India stimulus leading to deficit at 8-year high

Bloomberg

India’s combined fiscal gap, including deficits of states, is seen widening to the highest in about eight years as the government boosts measures to stimulate a slowing economy.
The general government deficit is seen at 7.5 percent of gross domestic product in the year to March, according to Fitch Ratings.
The combined deficit was around 8 percent in the financial year ended March 2012, according to government data.
Fitch’s reading is well above the ‘BBB’ category median of 1.9 percent, with ‘BBB’ — the rating assigned to India — denoting a low default risk.

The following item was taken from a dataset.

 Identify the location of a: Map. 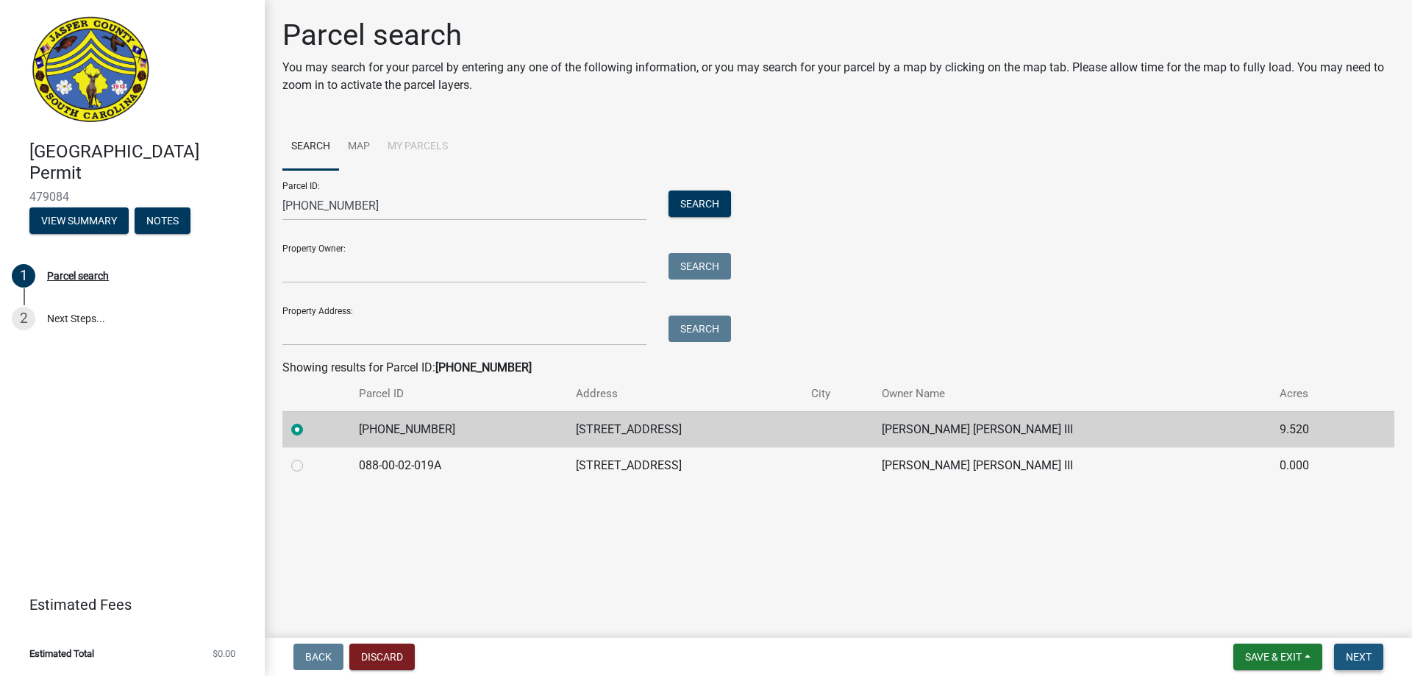
(359, 147).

Prime Minister Narendra Modi government’s decision to cut taxes on companies is a departure from its conservative budget in July, when it targeted narrowing the federal government’s fiscal gap to 3.3 percent of GDP from 3.4 percent.
The flip flop triggered the biggest rout in local bonds in eight months amid the specter of missing deficit targets.

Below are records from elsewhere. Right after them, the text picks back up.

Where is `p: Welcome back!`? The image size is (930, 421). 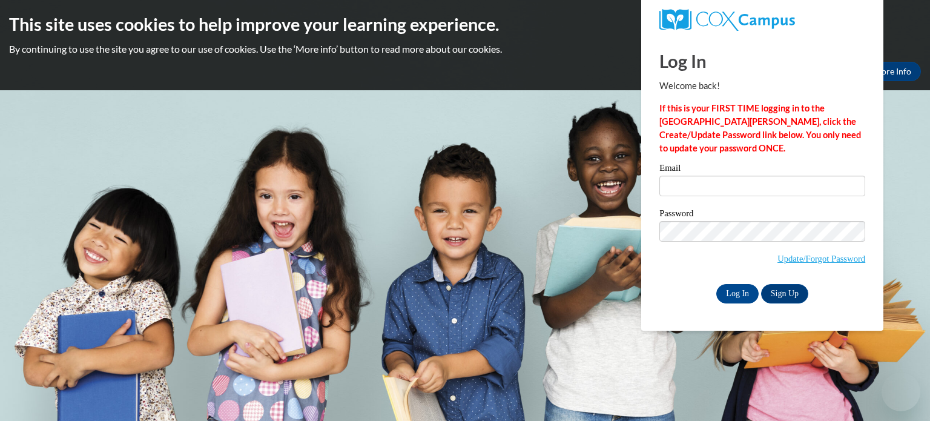 p: Welcome back! is located at coordinates (762, 86).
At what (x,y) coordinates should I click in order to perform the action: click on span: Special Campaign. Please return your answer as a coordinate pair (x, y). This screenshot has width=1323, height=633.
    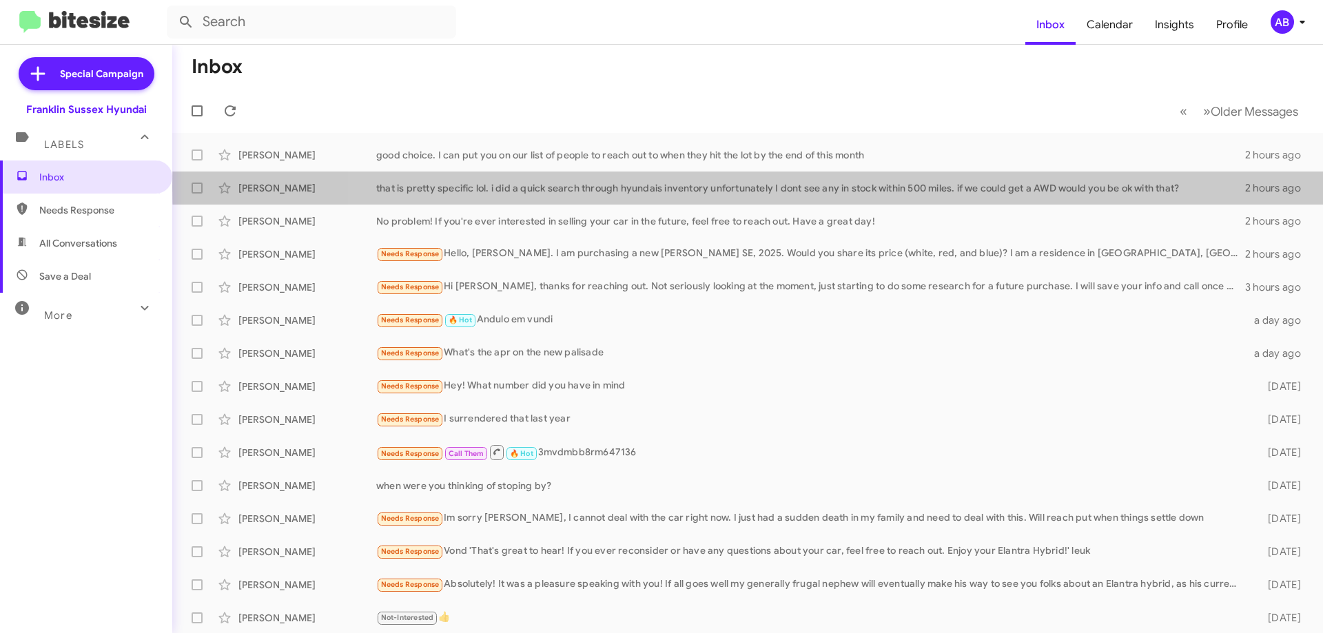
    Looking at the image, I should click on (101, 74).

The federal government will miss its budget gap goal by about 0.4 percentage points, Fitch said in the report. India’s $20 billion worth of corporate tax cuts support efforts to stimulate investment and growth in the medium term, but will cause the fiscal deficit to widen in the near term, it said.
Fitch’s estimate of 3.7 percent federal deficit means the gap for states would be much higher than the 2.4 percent estimated by the Reserve Bank of India.